This is great works perfectly !
I'm so new at haskell its scary !
One last question i dont *understand* one line ( just the right side )
let (x,y,z) = rspCode response
1) If i look at the documentation: Sorry for HTML. I see the constructors
of Response and below it rspCode,rspReason,rspHeaders etc Are
those parters or functions ?
2) I see the new version has a getResponseCode functions like
getResponseBody with the signature:
getResponseCode :: Result (Response a) -> IO ResponseCode
getResponseCode (Left err) = fail (show err)
getResponseCode (Right r) = return (rspCode r)
What does this mean in the signature *Result (Response a)*
Thanks again
Jacques
Constructors
Response
rspCode ::ResponseCodehttp://hackage.haskell.org/packages/archive/HTTP/4000.0.7/doc/html/Network-H...
rspReason :: Stringhttp://hackage.haskell.org/packages/archive/base/4.2.0.2/doc/html/Data-Char....
rspHeaders :: [Headerhttp://hackage.haskell.org/packages/archive/HTTP/4000.0.7/doc/html/Network-H...
]rspBody :: a
On Wed, Oct 17, 2012 at 1:32 AM, Michael Orlitzky
On 10/16/2012 03:10 PM, Jacques du Rand wrote:
HI all I'm trying to write a function that gives me the HTTP code in Int
--This is broken getStatusCode::Response->String getStatusCode (Response _,x1,_,_) = x1
--this work the download trying to get http status code as well download_file fname url= do let clean_uri = check_url url putStrLn ("Downloading " ++ url ++ "...") rsp <- simpleHTTP (defaultGETRequest_ clean_uri) --problamatic function next line print (getStatusCode rsp) file_buffer <- getResponseBody(rsp) B.writeFile fname file_buffer Best Regards
There are two reasons this isn't working...
The first is that simpleHTTP doesn't return a Response object. I'm guessing from your variable name that you're expecting one. In fact, it returns *either* an error *or* a Response object, so the first thing you have to do before you deal with the response is check for an error.
The second problem is that the response code (within a Response object) is not an integer -- it's an ordered pair of three integers (x,y,z).
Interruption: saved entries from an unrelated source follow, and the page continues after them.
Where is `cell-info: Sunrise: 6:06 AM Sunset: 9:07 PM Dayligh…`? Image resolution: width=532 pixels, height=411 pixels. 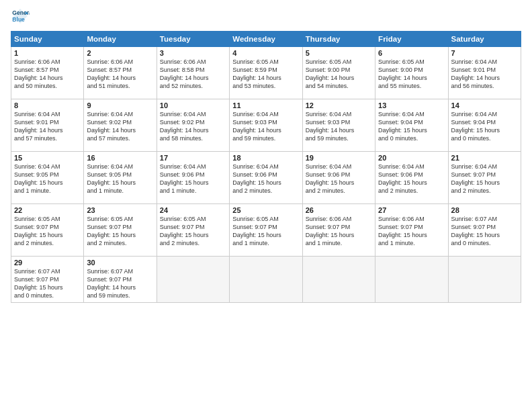 cell-info: Sunrise: 6:06 AM Sunset: 9:07 PM Dayligh… is located at coordinates (339, 231).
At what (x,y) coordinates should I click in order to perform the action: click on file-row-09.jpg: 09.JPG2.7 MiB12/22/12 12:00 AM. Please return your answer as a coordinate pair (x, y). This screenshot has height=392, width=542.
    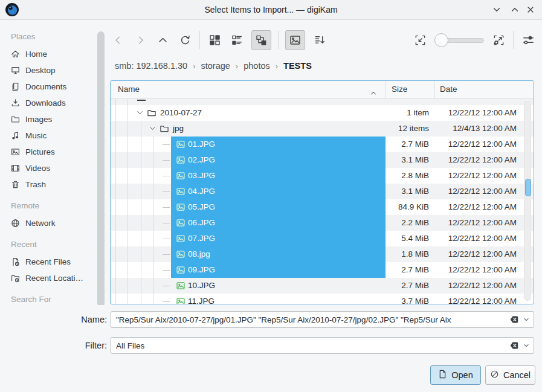
    Looking at the image, I should click on (322, 270).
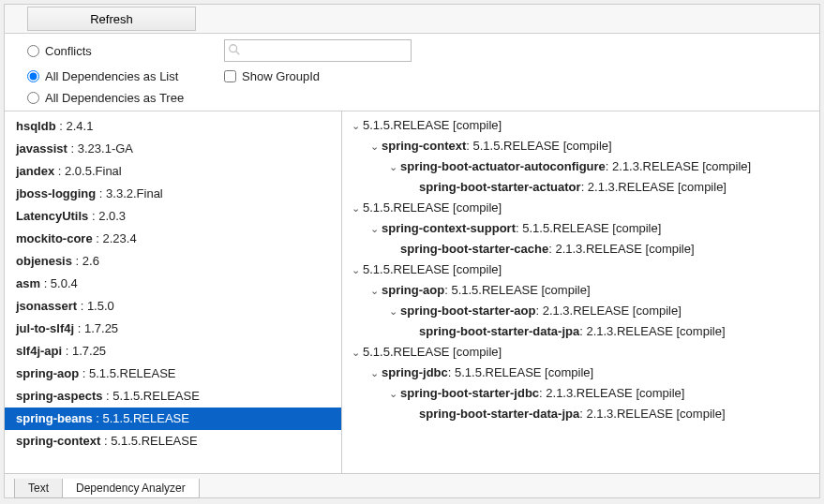 This screenshot has height=504, width=824. I want to click on artifact-name: slf4j-api, so click(39, 350).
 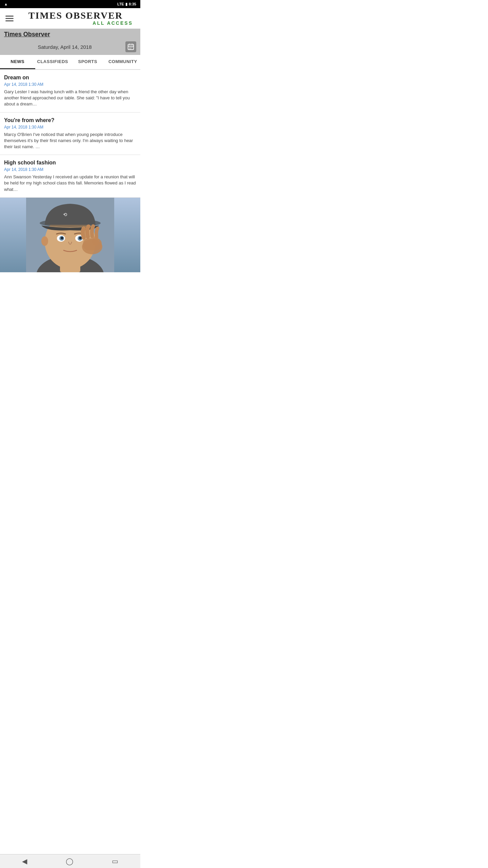 I want to click on logo-subtitle: ALL ACCESS, so click(x=74, y=23).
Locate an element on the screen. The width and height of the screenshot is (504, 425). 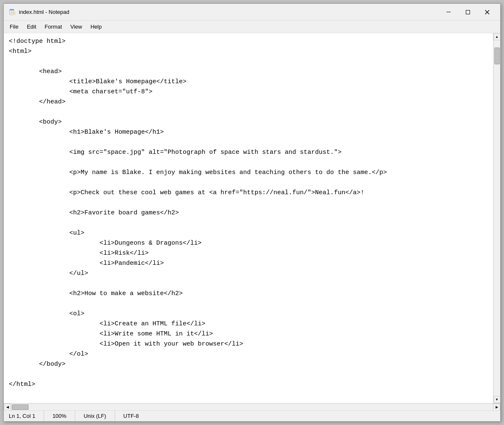
scroll-right-arrow: ▶ is located at coordinates (496, 407).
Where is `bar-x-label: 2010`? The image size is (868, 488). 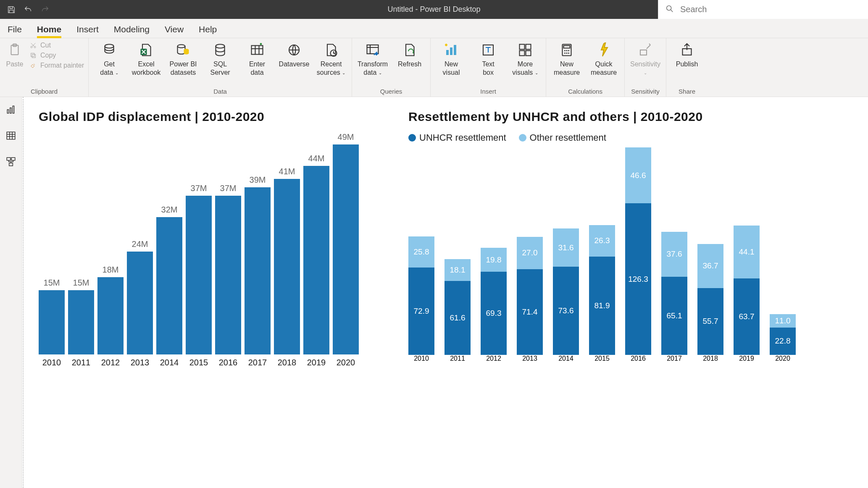 bar-x-label: 2010 is located at coordinates (52, 363).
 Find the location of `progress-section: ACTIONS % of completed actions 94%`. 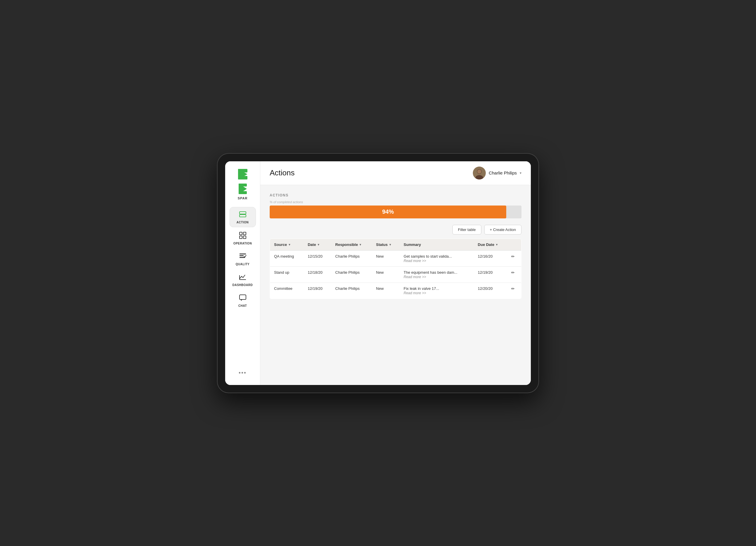

progress-section: ACTIONS % of completed actions 94% is located at coordinates (395, 206).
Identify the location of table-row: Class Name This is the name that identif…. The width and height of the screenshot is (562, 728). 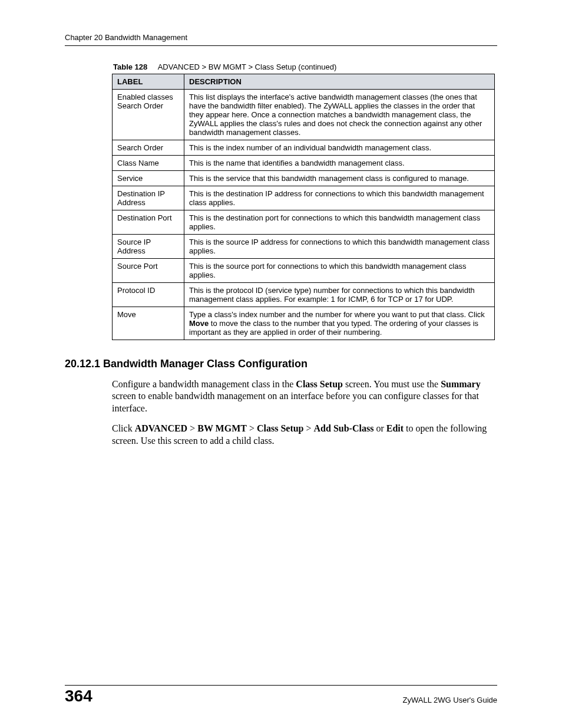
(304, 163).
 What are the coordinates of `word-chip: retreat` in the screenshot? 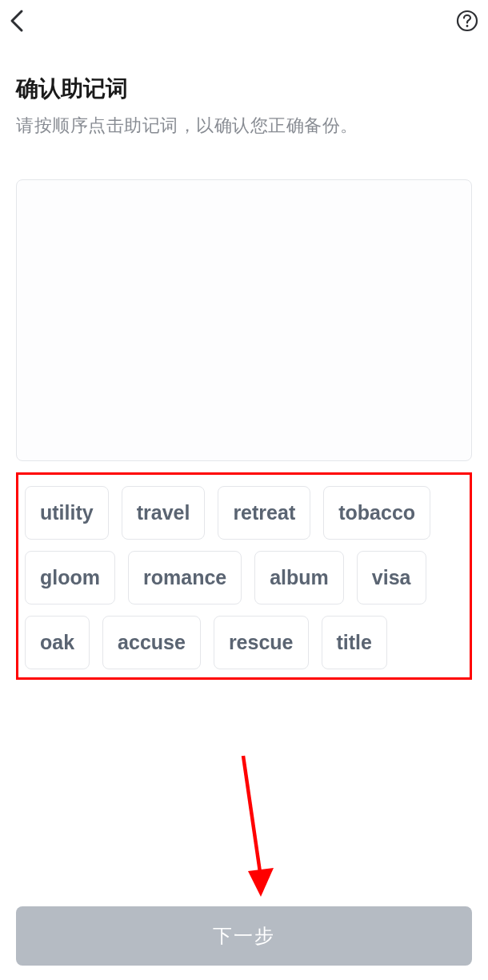 It's located at (264, 512).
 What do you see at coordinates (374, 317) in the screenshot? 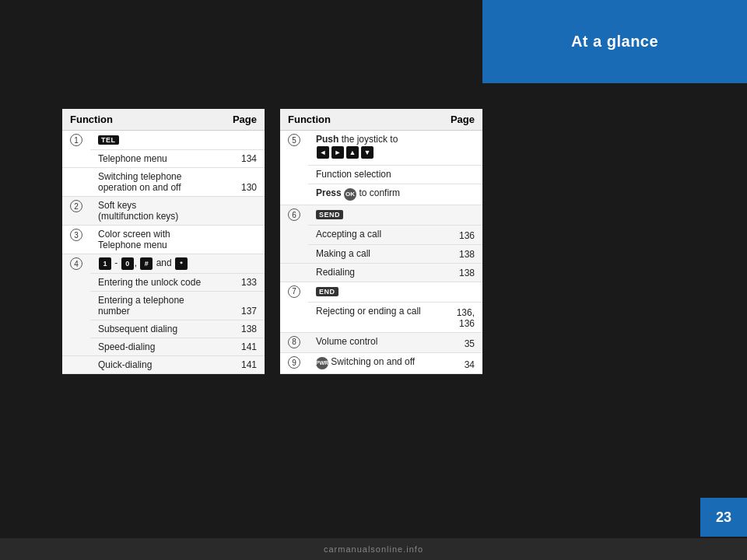
I see `reject-call-cell: Rejecting or ending a call` at bounding box center [374, 317].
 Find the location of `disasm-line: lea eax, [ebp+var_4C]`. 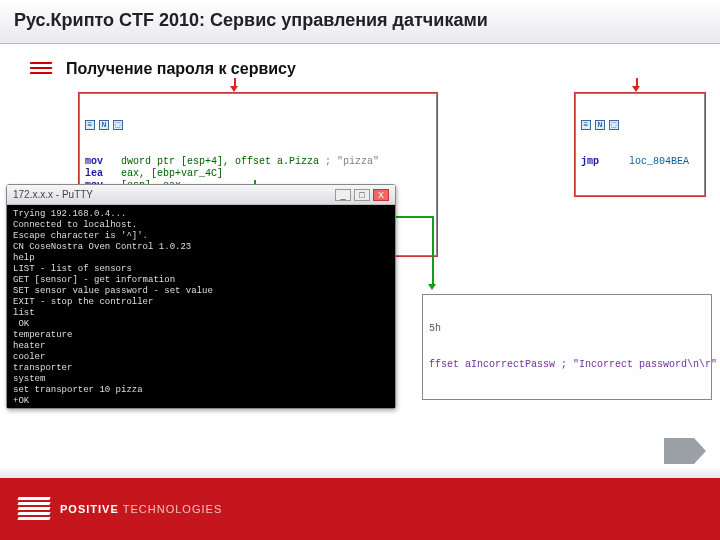

disasm-line: lea eax, [ebp+var_4C] is located at coordinates (258, 174).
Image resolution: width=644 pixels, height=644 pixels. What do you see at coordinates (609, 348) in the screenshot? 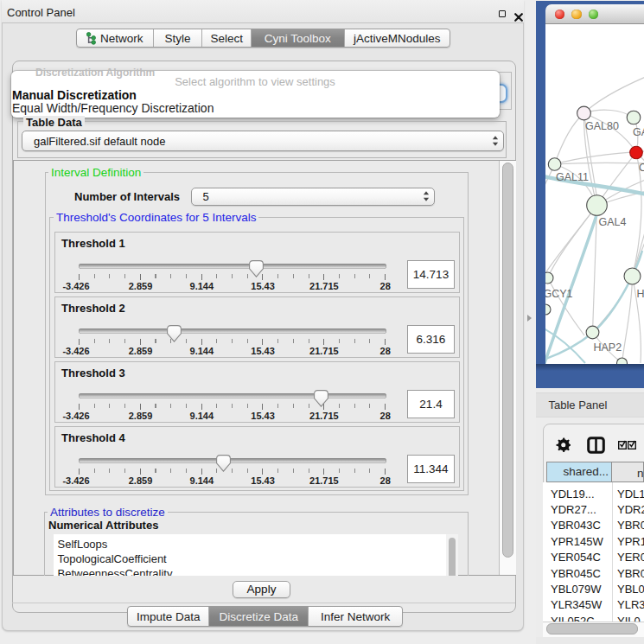
I see `svg-text: HAP2` at bounding box center [609, 348].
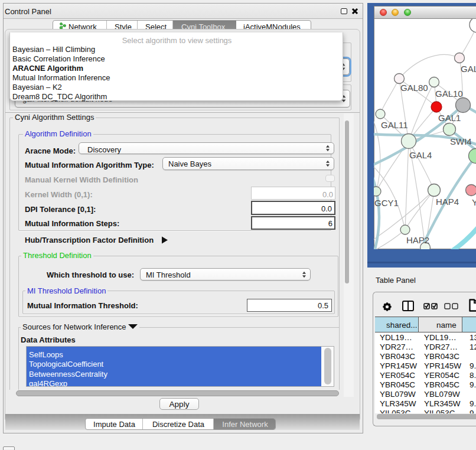 This screenshot has height=450, width=476. What do you see at coordinates (449, 93) in the screenshot?
I see `svg-text: GAL10` at bounding box center [449, 93].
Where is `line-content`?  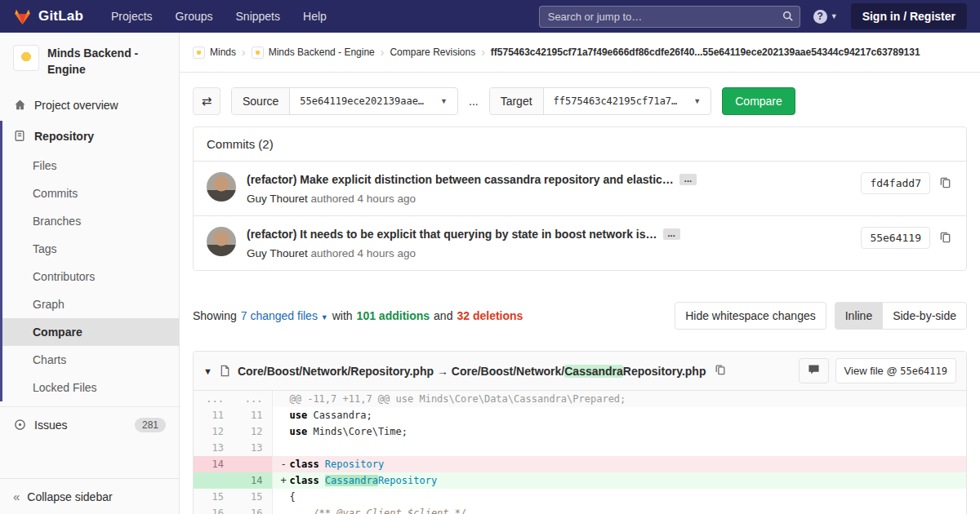 line-content is located at coordinates (619, 448).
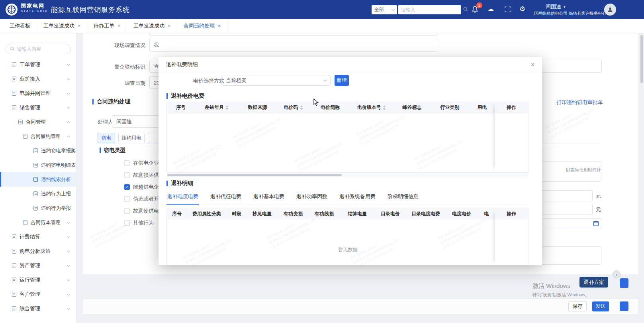 This screenshot has width=644, height=323. I want to click on sidebar-item-customer-management: 客户管理, so click(38, 294).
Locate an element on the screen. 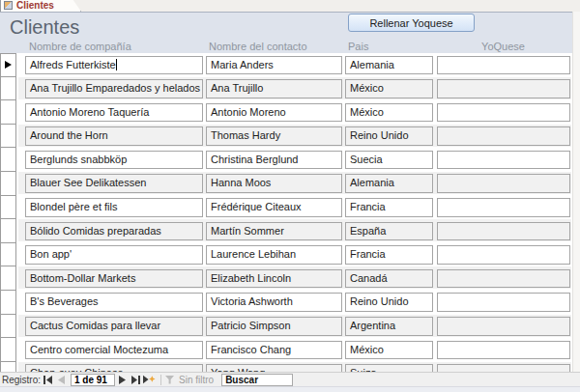 This screenshot has height=392, width=580. company-field: Blauer See Delikatessen is located at coordinates (114, 183).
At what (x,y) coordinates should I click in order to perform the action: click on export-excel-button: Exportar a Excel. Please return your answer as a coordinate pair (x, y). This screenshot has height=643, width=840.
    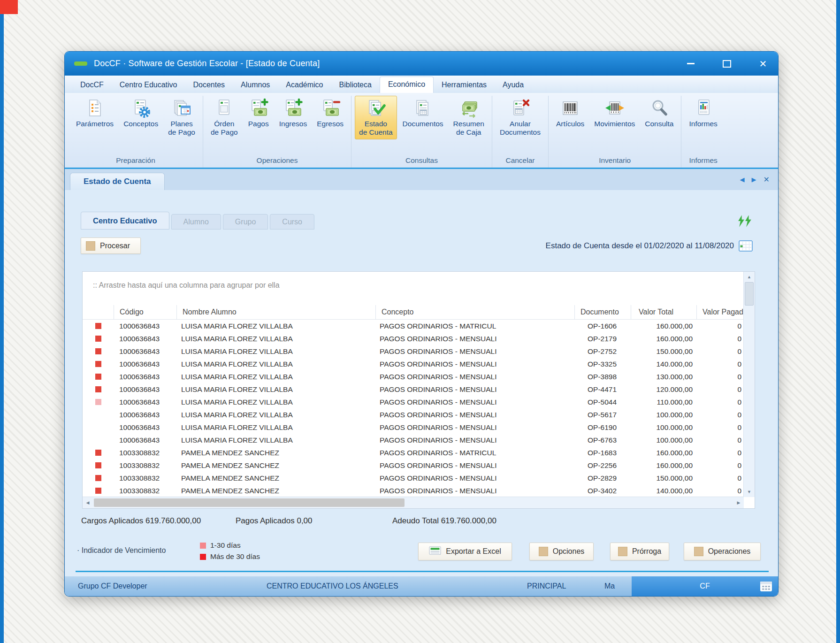
    Looking at the image, I should click on (465, 551).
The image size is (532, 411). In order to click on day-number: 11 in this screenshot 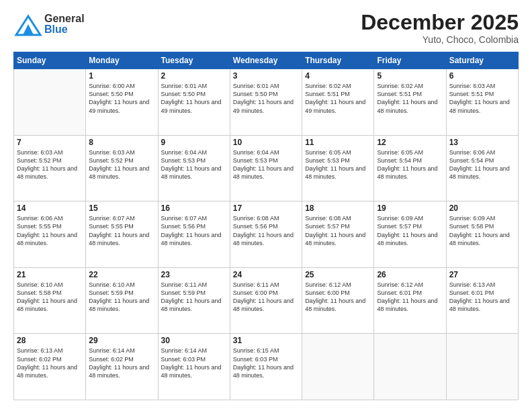, I will do `click(338, 142)`.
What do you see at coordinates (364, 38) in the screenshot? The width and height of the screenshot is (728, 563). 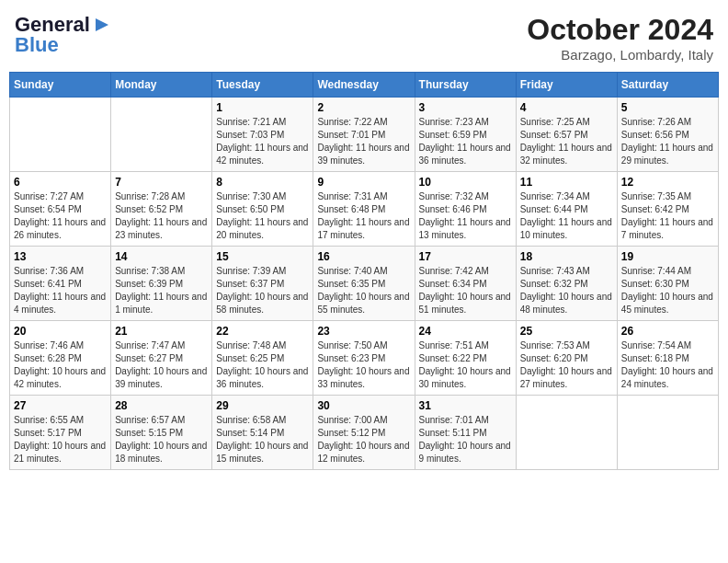 I see `page-header: General Blue October 2024 Barzago, Lomba…` at bounding box center [364, 38].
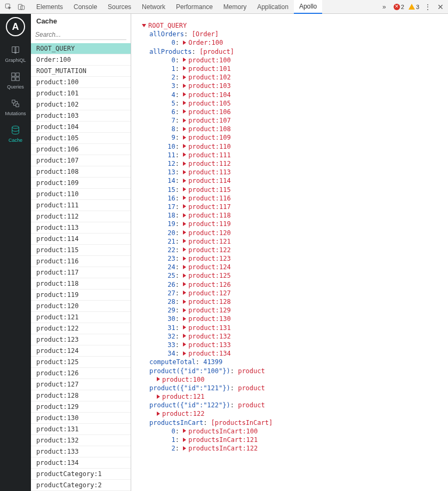 Image resolution: width=448 pixels, height=491 pixels. Describe the element at coordinates (81, 340) in the screenshot. I see `cache-entry: product:123` at that location.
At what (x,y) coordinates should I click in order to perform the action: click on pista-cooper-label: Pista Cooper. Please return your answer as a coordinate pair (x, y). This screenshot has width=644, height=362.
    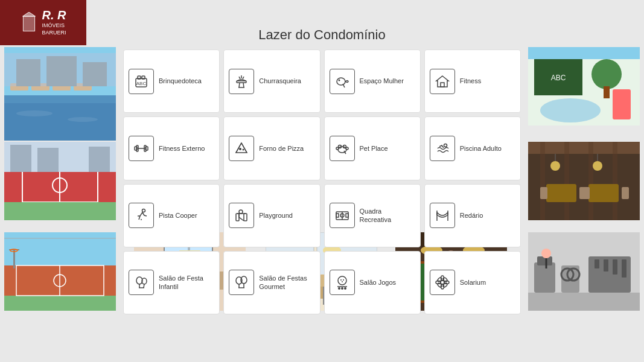
    Looking at the image, I should click on (178, 215).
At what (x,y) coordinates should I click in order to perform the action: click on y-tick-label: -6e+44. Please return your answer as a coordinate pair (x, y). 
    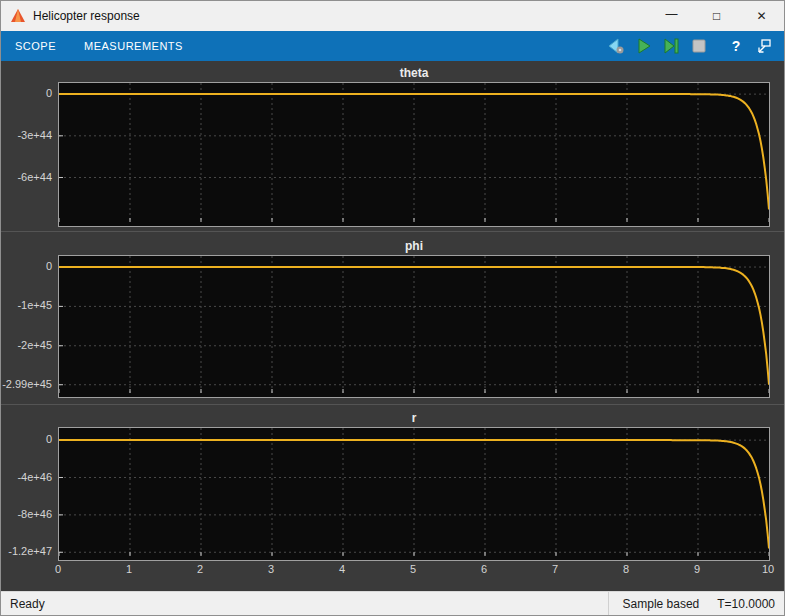
    Looking at the image, I should click on (34, 177).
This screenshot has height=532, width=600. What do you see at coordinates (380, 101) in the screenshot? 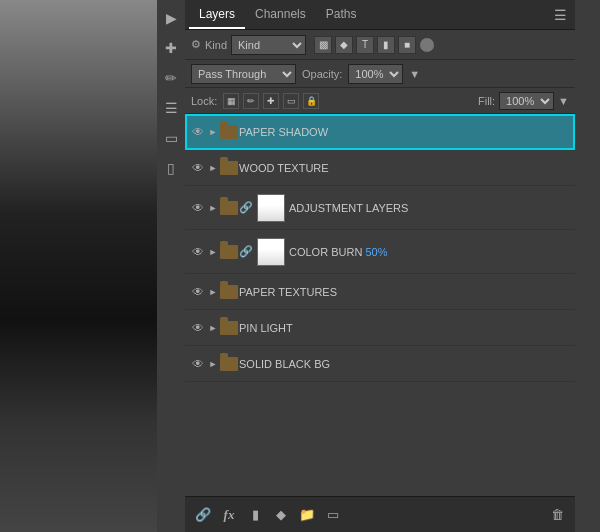
I see `lock-row: Lock: ▦ ✏ ✚ ▭ 🔒 Fill: 100% ▼` at bounding box center [380, 101].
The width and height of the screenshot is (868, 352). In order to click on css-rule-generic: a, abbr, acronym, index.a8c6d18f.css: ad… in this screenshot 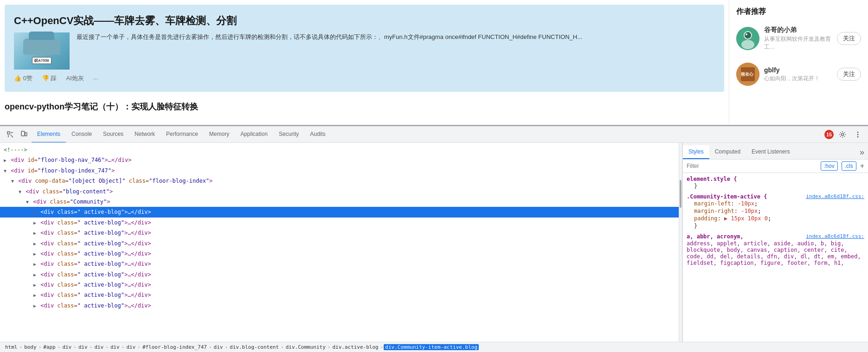, I will do `click(776, 250)`.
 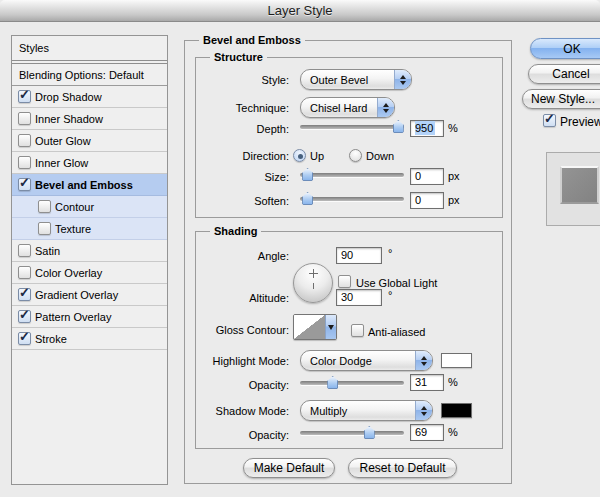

The reason stated in the docs is so that it's easy to tell whether or not you've got an OK/Error code on your hands.
This is the simplest thing I could come up with that does what you want.
module Main where
import Network.HTTP
main :: IO () main = do let req = getRequest "http://michael.orlitzky.com/" result <- simpleHTTP req case result of Left err -> do putStrLn "Error!" Right response -> do let (x,y,z) = rspCode response let hundreds = 100*x let tens = 10*y let ones = z let code = hundreds + tens + ones putStrLn $ "Response code: " ++ (show code)
return ()
You could of course factor out the part that multiplies the (x,y,z) by (100,10,1) into a function.